Together, Fennell and Robbie’s comments pretty much validate what a certain group of moviegoers have feared: that the new film version of “Wuthering Heights” has much less in common with the original text and more with a highly stylized, star-studded blockbuster romance — and that was always going to be the case.
That doesn’t mean that the director and star own anyone an apology, or that they don’t have the right to deviate as much as they want from the book. It’s not as if the previous film versions have been exactly faithful — with many of them, going back to the 1939 rendition starring Laurence Olivier, even cutting out half the plot. And Hollywood adaptations of novels take liberties as a rule, as evidenced by Guillermo del Toro’s portrayal of “Frankenstein,” which includes new characters and major plot points, along with a somehow alluring Elordi in the lead role.

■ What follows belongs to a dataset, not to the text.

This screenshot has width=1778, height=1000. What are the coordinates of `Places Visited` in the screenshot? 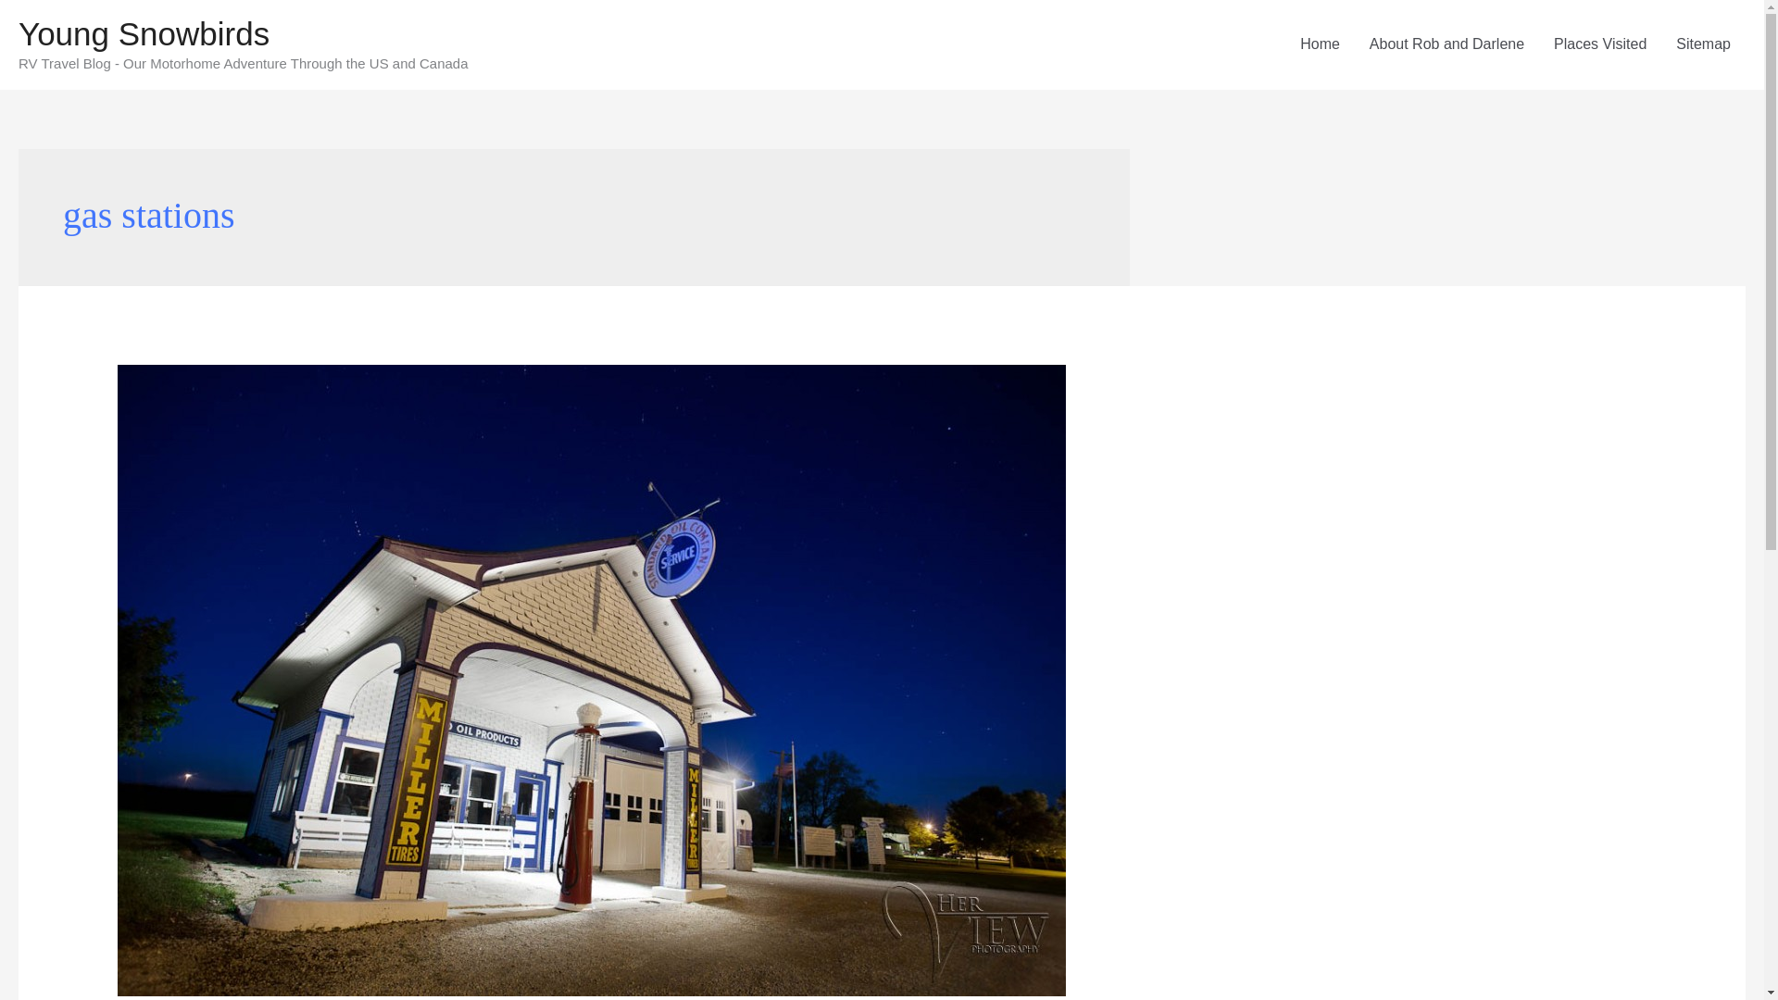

But it is worth saying that there’s a definite ideological divide between the Hollywood powerhouses and the dedicated fanbase of Brontë’s “Wuthering Heights.” Anyone who has read the novel knows that “Wuthering Heights” is not a romance: It’s a warning. And marketing that as “the greatest love story of all time,” as the film’s promotional materials have, doesn’t do justice to its author’s brilliance — with all due respect to Nicholas Sparks.